If you can keep your head, while those around you are losing theirs, you may not have grasped the seriousness of the situation.
Don't disagree with either of you but am still going to keep trying.
The planetary boundaries thing is less about hoping for Something to be Done and more about understanding whether advice we give is responsible relative to issues that we don't advise on. We are energy specialists and can talk about carbon as a consequence of the use of energy. We have a very clear understanding of the issue of carbon budgets, something which seems largely absent from the public discourse on the subject of net zero. But Carbon budgets are not the only budgets that relate to the environmental crises - and we, as energy specialists, don't necessarily understand the biodiversity context, even though we are well aware of the biodiversity collapse. The UN SDGs have been adopted quite widely as a set of targets, but they seem to be misaligned with finite resource constraints, so we are beginning to look at the planetary boundary concept instead.

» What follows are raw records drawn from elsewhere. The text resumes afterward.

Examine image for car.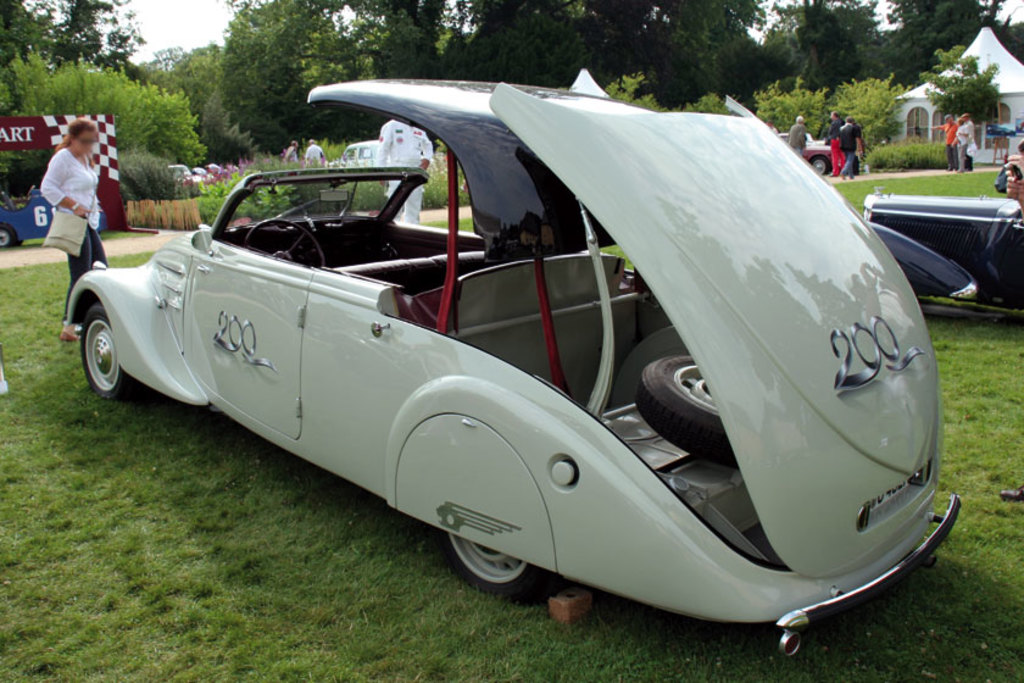
Examination result: region(781, 134, 839, 171).
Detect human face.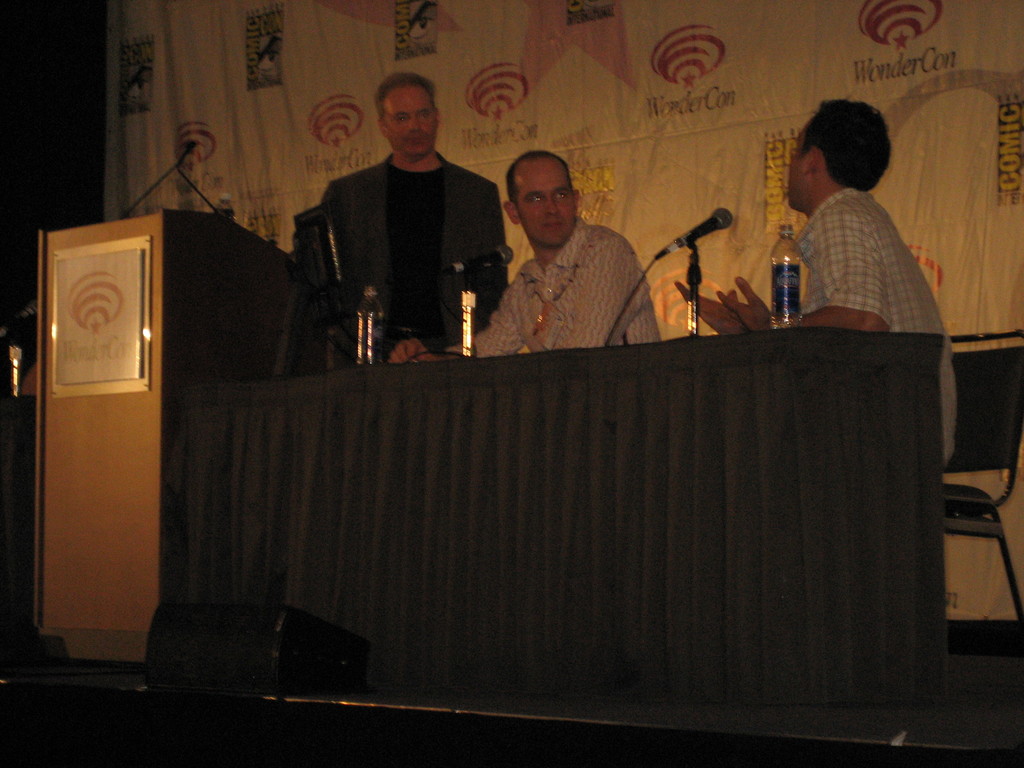
Detected at box(381, 85, 437, 157).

Gardening on the edge of Exmoor, in Devon
“It's still magic even if you know how it's done.”
I've just been looking at the website. My optimism is limited though. Russian and Chinese mega trawlers keep 'accidentally' fishing in marine conservation zones with no consequences,
Here (Denmark) it's Dutch trawlers they keep catching in the protected areas, I suspect that all countries do it, after all money is all that matters.
If govts were vaguely committed they would all agree a total moratorium from tomorrow on space travel beyond earth’s orbit. We urgently need earth budgets spent here to solve the world of crises.
Posts
I understand that this policy is intended to extend and enhance habitats that are lost to development but killing European Protected Species while promising to give them a new home afterwards seems ridiculous. I also work in this sector and wildlife enhancement is rarely monitored for long enough and resources to enforce the promises of mitigation are slim at best and non-existent in some places. How many large scale projects have we seen where the money runs out at the end and the taxpayer is left to foot the bill for restoration?

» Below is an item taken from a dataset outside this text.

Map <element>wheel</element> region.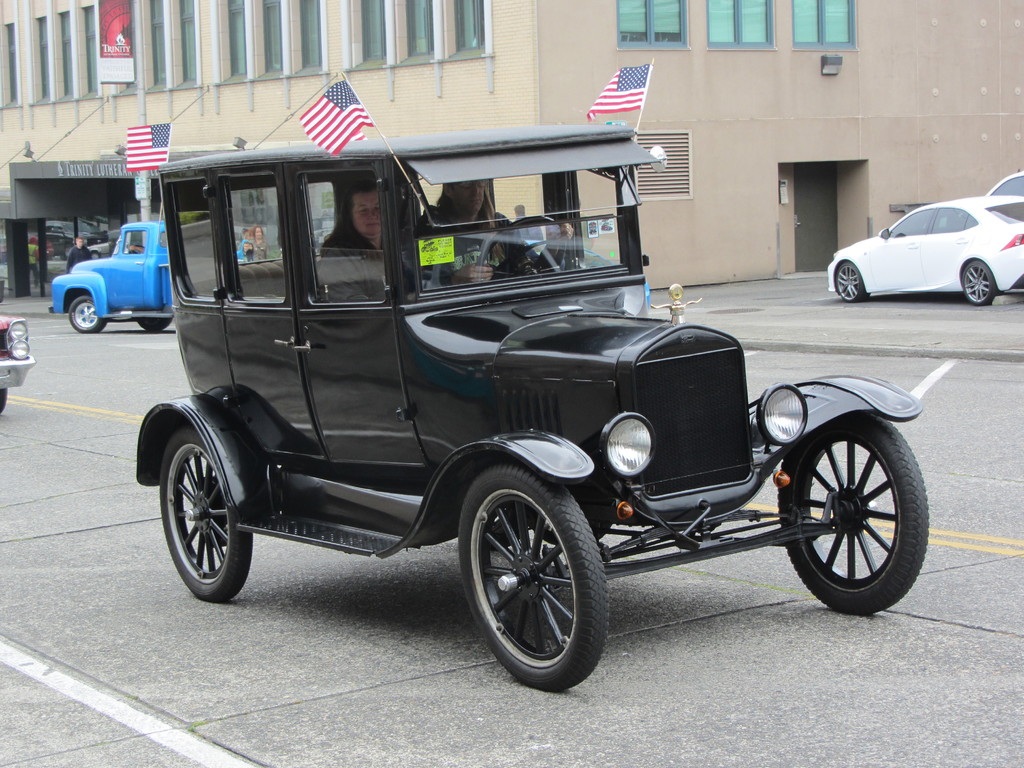
Mapped to {"left": 462, "top": 471, "right": 601, "bottom": 683}.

“It's still magic even if you know how it's done.”
The planetary boundaries thing is less about hoping for Something to be Done and more about understanding whether advice we give is responsible relative to issues that we don't advise on. We are energy specialists and can talk about carbon as a consequence of the use of energy. We have a very clear understanding of the issue of carbon budgets, something which seems largely absent from the public discourse on the subject of net zero. But Carbon budgets are not the only budgets that relate to the environmental crises - and we, as energy specialists, don't necessarily understand the biodiversity context, even though we are well aware of the biodiversity collapse. The UN SDGs have been adopted quite widely as a set of targets, but they seem to be misaligned with finite resource constraints, so we are beginning to look at the planetary boundary concept instead.
“It's still magic even if you know how it's done.”
Here (Denmark) it's Dutch trawlers they keep catching in the protected areas, I suspect that all countries do it, after all money is all that matters.